Iraq Crisis-$150 to $200 Oil Might Seem Cheap-Chris Martenson

Monday, June 30, 2014
By Paul Martin

By Greg Hunter
USAWatchdog.com
June 30, 2014

hris Martenson is an economic researcher and futurist who produced a popular video seminar called “Crash Course.” Back in early 2008, he explained the “interconnected forces in the economy, energy and the environment.” Now, he has produced a new “Accelerated Crash Course,” and this theme is playing out in places like Iraq. Martenson says, “If you want to understand what is going on in Iraq, you have to understand what is going on with energy in this part of the game. . . .The U.S. media goes out of its way to pretend this is just some random thing that happened. A bunch of crazy people came out of Syria and are causing trouble. . . . The post reconstruction effort in Iraq, if it wasn’t designed to fail, it was the biggest bungling job of all of history. We dismantled key institutions, we dismantled their army and left the country a hollowed out shell. Guess what, now that’s breaking.” Martenson goes on to point out, “Here’s why it affects us. Oil and oil infrastructure is fragile stuff. A refinery is thousands of moving parts and miles of tubes and pipes. One mortar lobbed in there and that whole refinery gets shut down. . . . The idea we can have full blown Sunni, Shia, Kurd conflict where they’re going to duke it out for power, and have all that oil infrastructure remain untouched, I think is a fantasy.”
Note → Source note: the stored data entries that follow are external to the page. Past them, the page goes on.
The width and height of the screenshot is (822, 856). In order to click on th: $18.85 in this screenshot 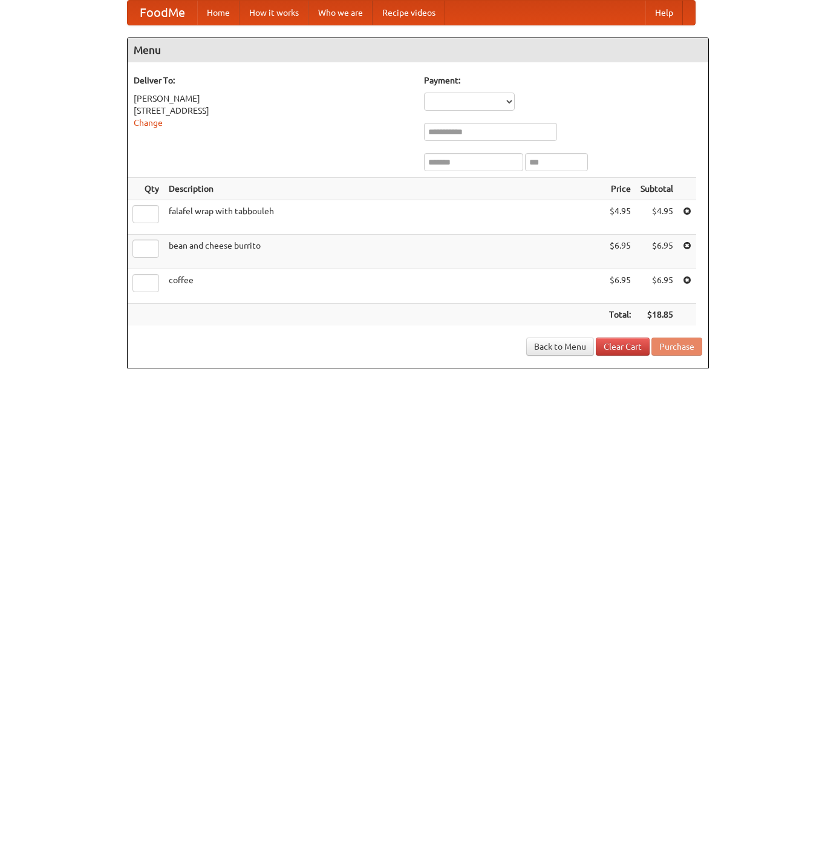, I will do `click(657, 315)`.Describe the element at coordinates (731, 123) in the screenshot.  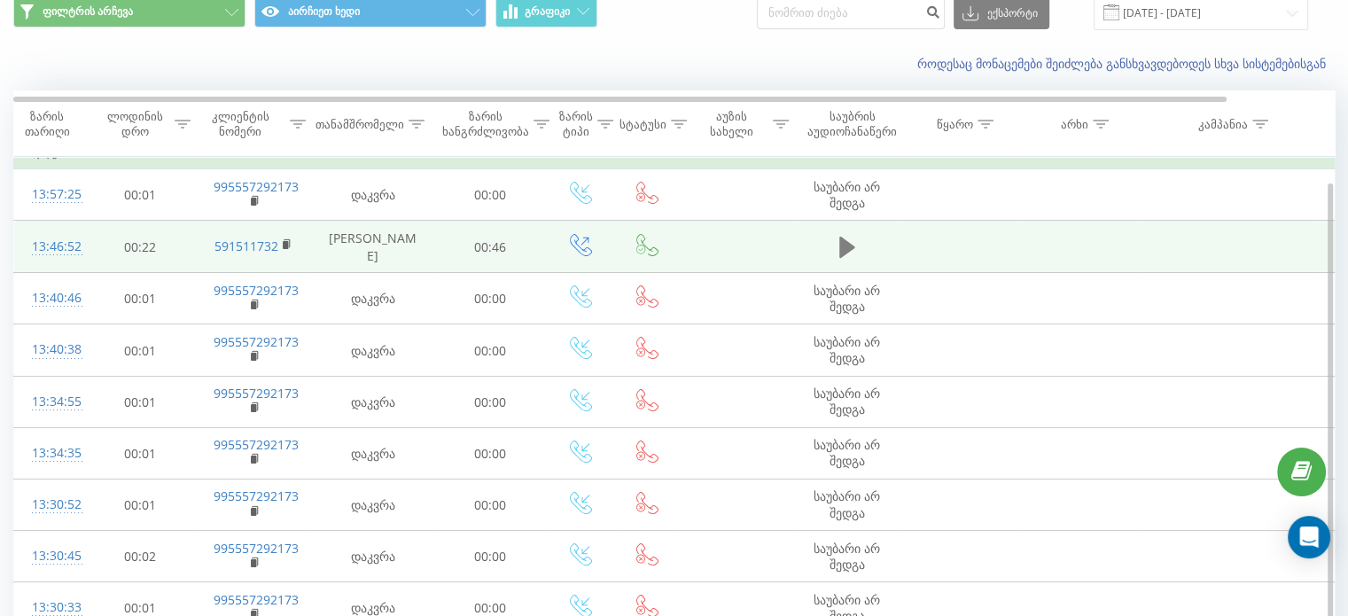
I see `font: აუზის სახელი` at that location.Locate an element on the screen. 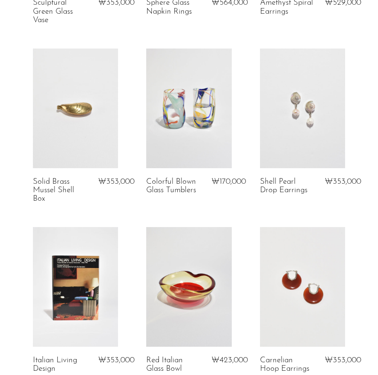 The image size is (378, 375). a: Red Italian Glass Bowl is located at coordinates (173, 364).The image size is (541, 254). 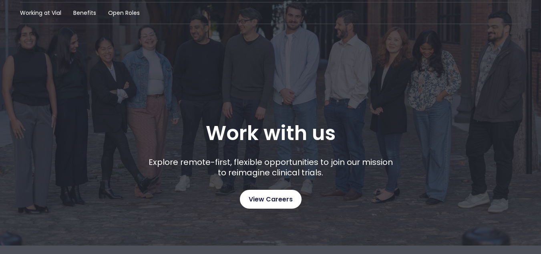 I want to click on span: Working at Vial, so click(x=40, y=13).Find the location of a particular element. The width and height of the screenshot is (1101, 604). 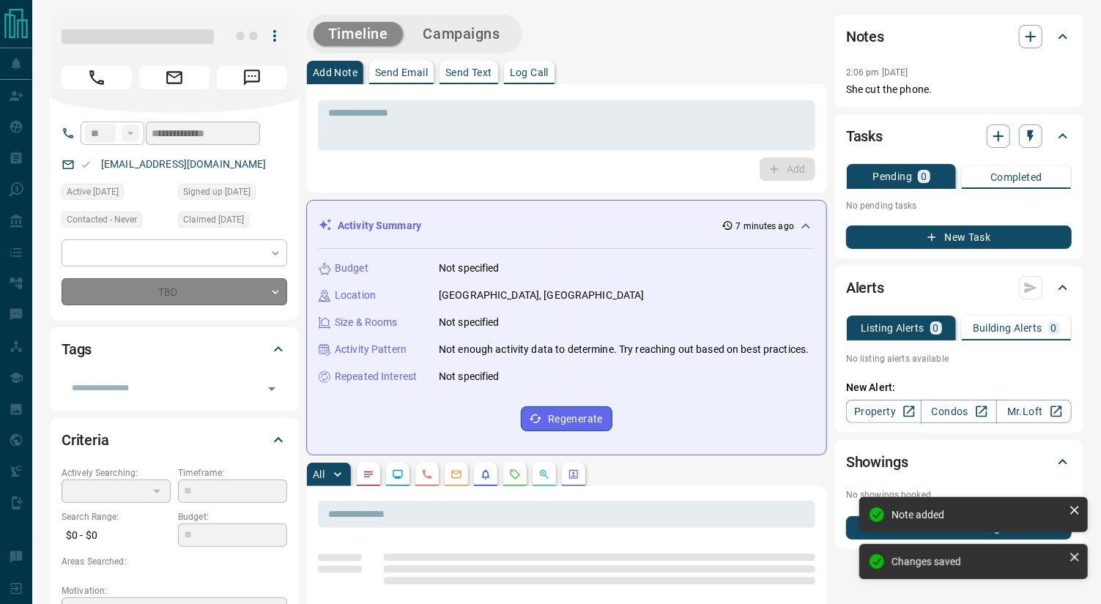

p: Building Alerts is located at coordinates (1007, 328).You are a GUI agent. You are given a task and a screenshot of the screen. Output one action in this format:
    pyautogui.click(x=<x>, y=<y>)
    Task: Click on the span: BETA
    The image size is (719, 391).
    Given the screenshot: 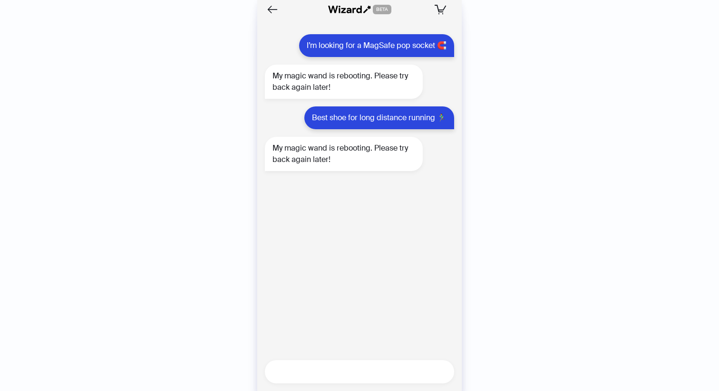 What is the action you would take?
    pyautogui.click(x=382, y=10)
    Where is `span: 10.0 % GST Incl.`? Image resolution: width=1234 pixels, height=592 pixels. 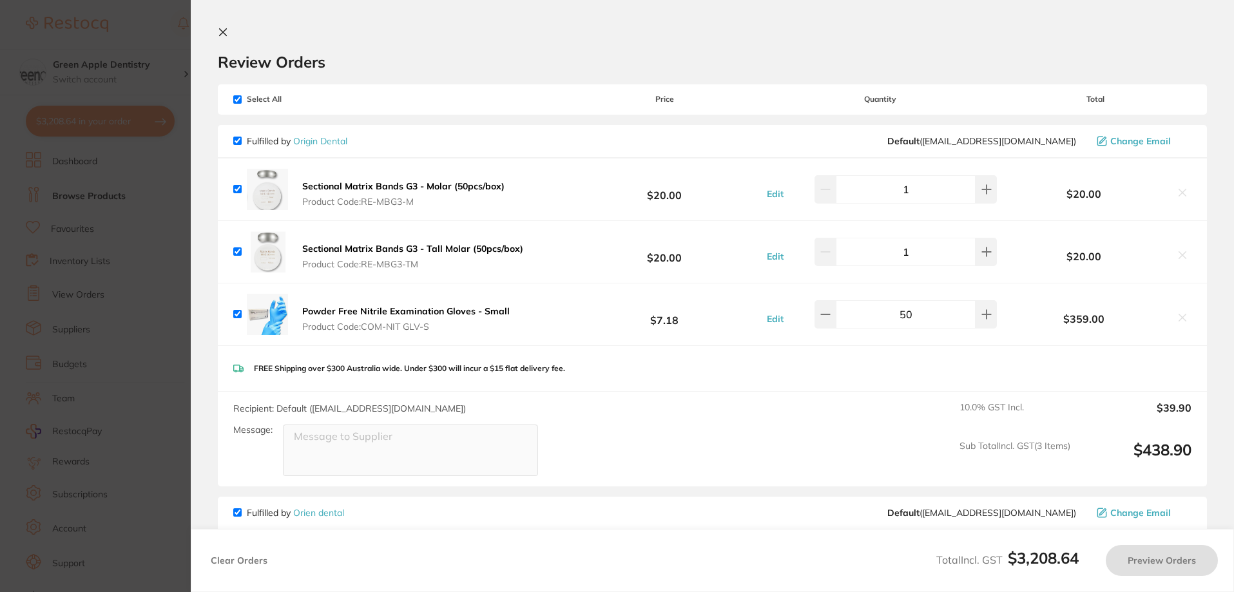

So, what happens to oil prices if Iraqi oil is taken off the market because of war? Martenson says, “If that goes away, oil prices are set at the margin. That 2.5 million barrels going off line brings us to $150 oil. If something worse happens, Saudi Arabia gets involved or the Strait of Hormuz gets closed down, then we’re talking about numbers like $200 a barrel, and that might even seem cheap. We don’t know how high oil could go if this turns into regional conflict. That is the risk, and it’s on the table now.”
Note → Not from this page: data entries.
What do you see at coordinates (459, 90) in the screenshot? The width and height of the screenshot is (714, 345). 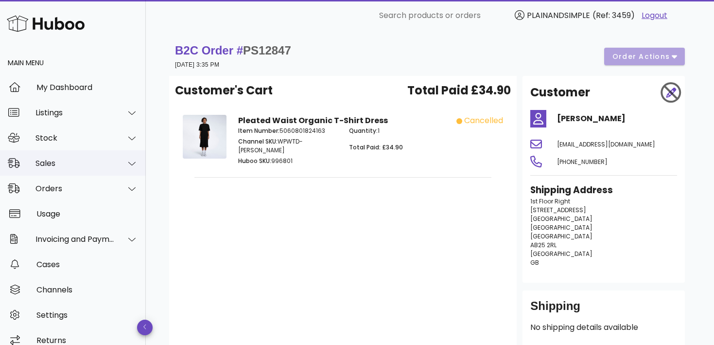 I see `span: Total Paid £34.90` at bounding box center [459, 90].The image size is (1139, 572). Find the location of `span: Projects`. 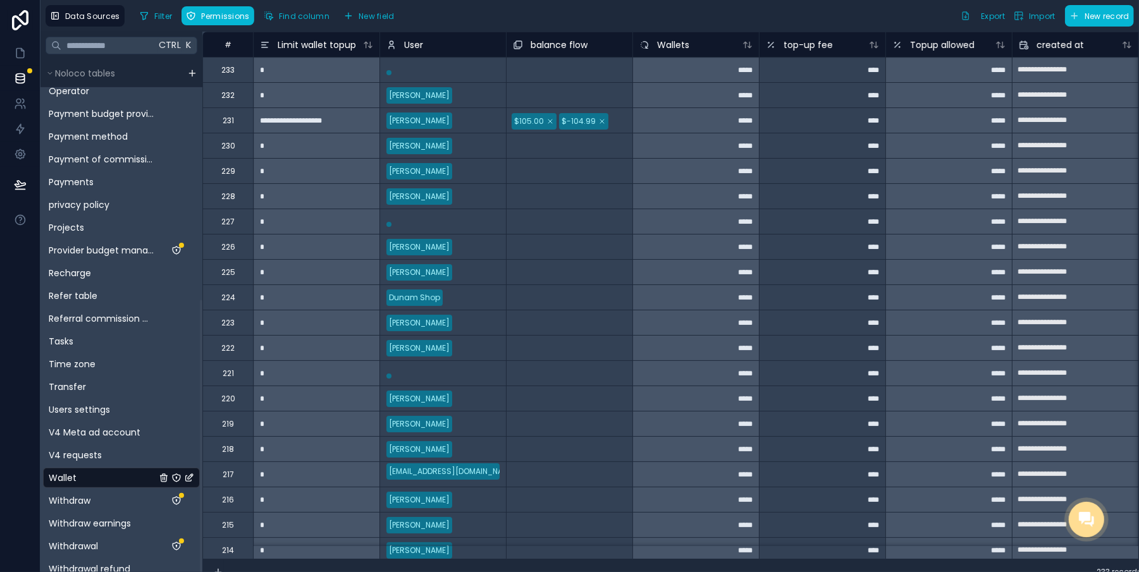

span: Projects is located at coordinates (66, 228).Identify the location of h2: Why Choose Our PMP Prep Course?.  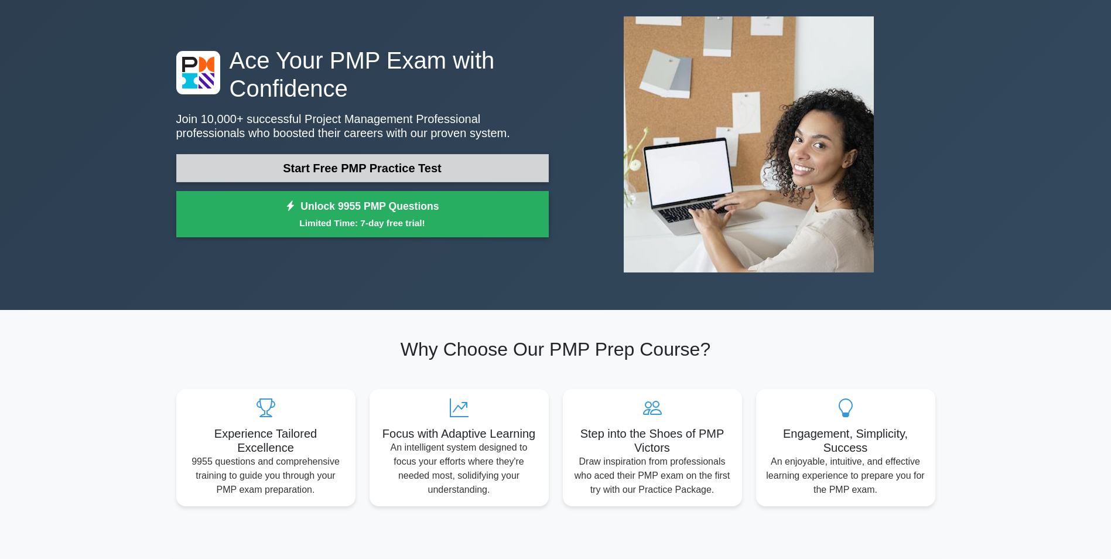
(556, 349).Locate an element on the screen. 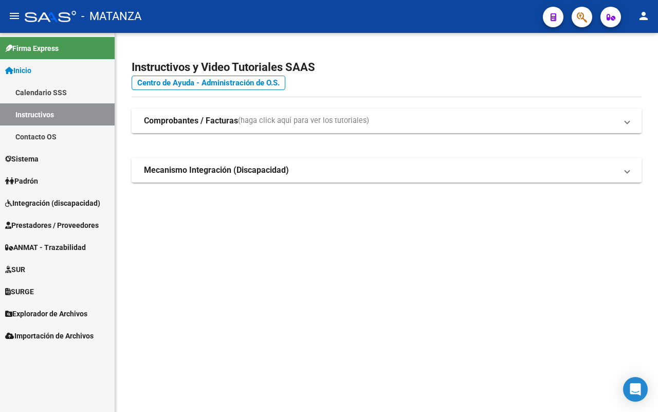 Image resolution: width=658 pixels, height=412 pixels. span: Inicio is located at coordinates (18, 70).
Martenson goes on to say, “Once you let this genie out of the bottle and you unleash inter-fighting and bad blood, there is no predicting what could happen. I think it’s been a huge mistake to sow chaos and discord. How many countries did we do this to? We broke Libya in exactly the same way. . . . Now, that place has zero oil exports because the country is completely wrecked by sectarian violence. The same thing has happened Egypt. We got rid of the standing government, it’s a mess. Syria is a mess. Iraq, now it’s a mess. I look at this and I see mess, mess, mess. Maybe that is the plan, and that plan is always how we, the West, can better control the oil interests of these countries. This is critical . . . Europe is desperately needing oil and natural gas at this point in time. The U.S. is still a net importer of natural gas and still imports 7 million barrels of crude oil a day of the 15 that we burn. Look at all the countries wading into the Middle East, and all of them are net oil importers . . . . So, this is a real scramble for resources. All wars have been resource wars, and when I look at the geopolitical landscape, the Middle East and in Eastern Europe, I say this story has already started to unravel; and if you don’t understand resources, then this story won’t make a lick of sense.”
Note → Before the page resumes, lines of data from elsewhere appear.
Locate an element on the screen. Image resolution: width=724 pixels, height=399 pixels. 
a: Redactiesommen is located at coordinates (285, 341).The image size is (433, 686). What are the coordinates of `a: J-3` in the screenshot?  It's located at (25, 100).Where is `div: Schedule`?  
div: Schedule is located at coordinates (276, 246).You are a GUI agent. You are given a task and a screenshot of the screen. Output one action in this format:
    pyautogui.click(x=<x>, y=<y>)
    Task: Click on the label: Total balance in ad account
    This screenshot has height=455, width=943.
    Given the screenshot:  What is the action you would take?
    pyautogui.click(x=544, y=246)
Martenson, who holds a PhD in pathology and an MBA, contends 2008 was just a warm up to a much bigger calamity. Martenson says, “2008 was the shot across the bow. That’s when our credit experiment broke, and we have been doing everything possible to paper over it since. . . . When you take real stuff out of the ground, you grow food, you take oil out of the ground, you process ore into steel and you manufacture real things–that’s real wealth. The claims (such as stocks, bonds and currencies) have to be in proportion to the real wealth. The claims have been growing and growing and growing for so long that they are way out of balance to the real stuff, and the real stuff isn’t growing like it used to. You can see that in the GDP numbers for the U.S. or the world at large. Growth is slowing, slowing, slowing, and the claims are getting larger and larger. This represents a huge and gigantic source of potential energy. There is a gap there and it’s going to get closed. Only one of two things is going to happen. One, real stuff starts expanding like crazy; or, two, the claims get destroyed. That’s what we are talking about when we talk about a market crash. The claims get destroyed. People get wiped out. The people who don’t get ruined are people safely over in the real wealth already. If you own an unencumbered farm, if you own a productive asset, if you own gold or silver, or if you own your house outright, you are going to be vastly safer than . . . someone who is leveraged and hinged into this other system.”

Join Greg Hunter as he goes One-on-One with Chris Martenson, co-founder of PeakProsperity.com.